Enterprise 2.0 and business collaboration
![zack-whittaker-hs2016-rtsquare-1.jpg](https://www.zdnet.com/a/img/resize/4ee786d78c7d3a717dd531e7b22dfb55e7c7dca9/2016/08/12/d30657a3-a2c1-494b-9c32-8ac3bfad388e/zack-whittaker-hs2016-rtsquare-1.jpg?auto=webp&fit=crop&frame=1&height=192&width=192)
Update: I hit "publish" before the article was completely finished, so I've added some images and updated some links. I can't pull the post without it leaving a trail behind it, so I may as well just own up now and say, "whoops, sorry".
GroupSwim Collaboration, in a nutshell, is a SaaS social and business collaboration tool, solution, application - whatever you want to call it. With "Collaboration", it's a hosted service by GroupSwim which could well be used as a replacement for SharePoint. Although it doesn't have all the features of SharePoint, it still works extremely well, if not better, than SharePoint in small to medium enterprises.
There are many key features of Collaboration: the main one is that it appears in forum and group form.
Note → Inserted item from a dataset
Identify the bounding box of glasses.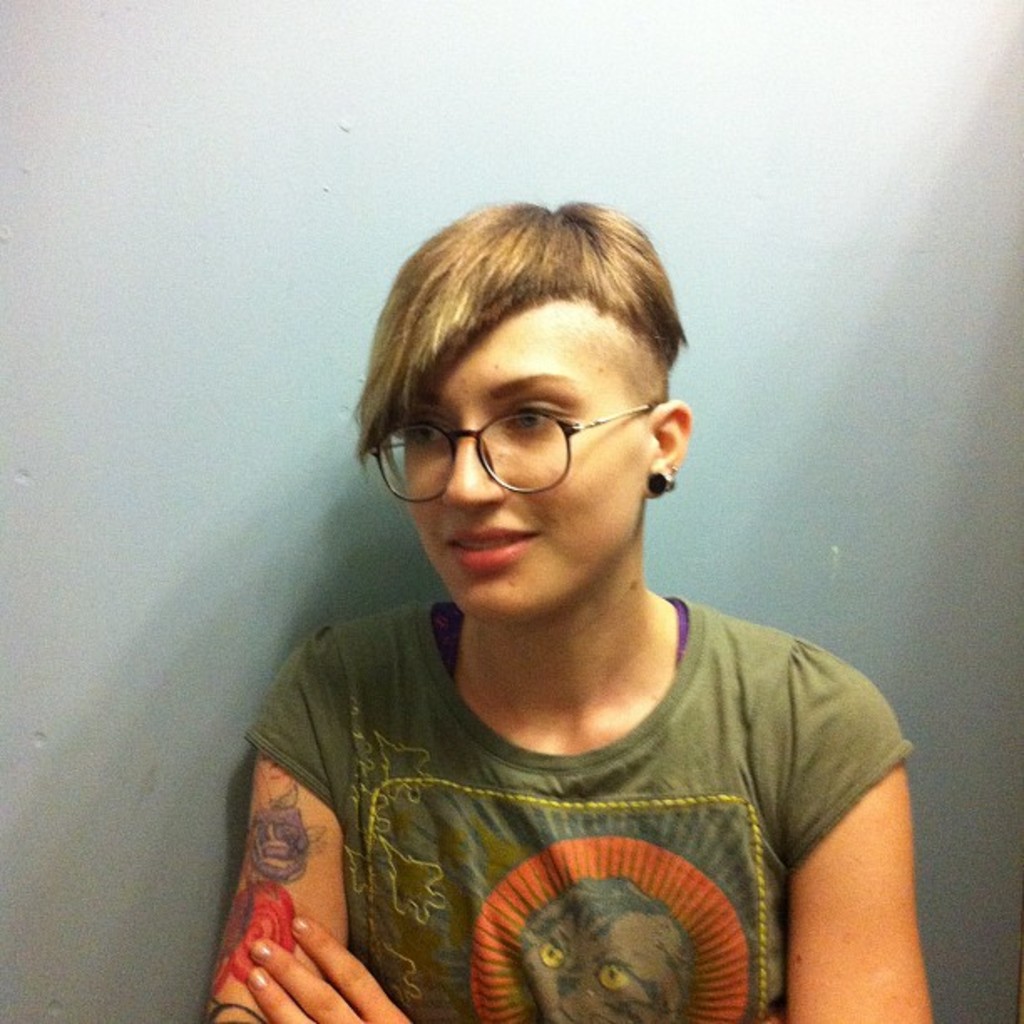
{"x1": 368, "y1": 397, "x2": 659, "y2": 509}.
It can be a central point of contact from a customer's perspective to get in touch with after-sales care. With forums and groups, even wiki functions for small enterprises and businesses, there are some obvious similarities with Google Groups with some exceptions. One person can be part of different groups, and with AJAX and Web 2.0 (or as it's an enterprise web application, Enterprise 2.0) style for the site, it boasts over-over tabs to get more detail on something before you look.
![ajaxpopup.png](https://www.zdnet.com/a/img/2014/10/03/5ddec0a6-4b3d-11e4-b6a0-d4ae52e95e57/ajaxpopup.png)
It can be served along side these features as a document repository. You can directly upload to a group, forum or wiki, attach to discussions you're having with work colleagues or consultants, clients and customers, or email them in using your unique GroupSwim email which is provided for you.
Every file has a unique page - just as SharePoint does. However what interested me was the enterprise social network feel to it. It has a version tracker and a download counter, whilst behind the scenes it's being indexed word for word, byte for byte. Because not everybody had the available plugins for viewing the documents, they use an API available from Scribd which provides the ability to access and preview those documents in full.
Web 2.0 features and the integrated wiki -->
Alongside this, it has a "yea" or "nay" system; voting in enterprises is extremely useful when publishing documents, FAQ's, presentations or whitepapers. Collaboration measures the user behaviour in a non-intrusive or anti-privacy way, checks against your own watchlist and the importance of the content. It turns votes into different shades of greens and other colours depending on the importance and relevance it either has to you as the user, or in the discussion or wiki.In any enterprise, regardless of whether you're a SMB or a fully fledged corporation, security is of great importance. You can secure any particular wiki, group and who can edit what and who can or can't view something. Without the overly complicated security settings you may see in other products *cough* Windows *cough*, you're given the basics and therefore the essentials: members only, specific groups of people, only you, and managers only.
Having said that, security can be altered by those who require it to a fully customisable policy for each user or groups of users. Of course again, this reduces the intern doing something stupid, and makes it even more idiot-proof.
Incredibly powerful searching and indexing -->
Another major issue that enterprises with large structures, groups of users, departments and masses of documents and files, searching for what you need and when you need it is vital. With discussions and files, it includes suggested tags which are generated automatically. You can add your own but it picks out keywords and important tags for searching and indexing. It uses natural language processing, similar to the system used in Vista. With this, you can train tags to pick up on specific tags such as "SaaS", "marketing" or "whitepapers", depending on which type of industry your enterprise works with.If a particular user has edited a wiki page with more and more content, subscribed to group feeds and contributed to them on a particular subject; maybe if a user has published a lot of whitepapers or documents on a particular subject, they'll be given an "authority" tag next to their name in search results. The authority tag is automatically generated by Collaboration, and makes it far easier to see who the experts on a particular subject are.
Overall, it's a fantastic product which has certainly opened my eyes to other alternatives to SharePoint - something which I'm not the biggest fan of, to be quite honest.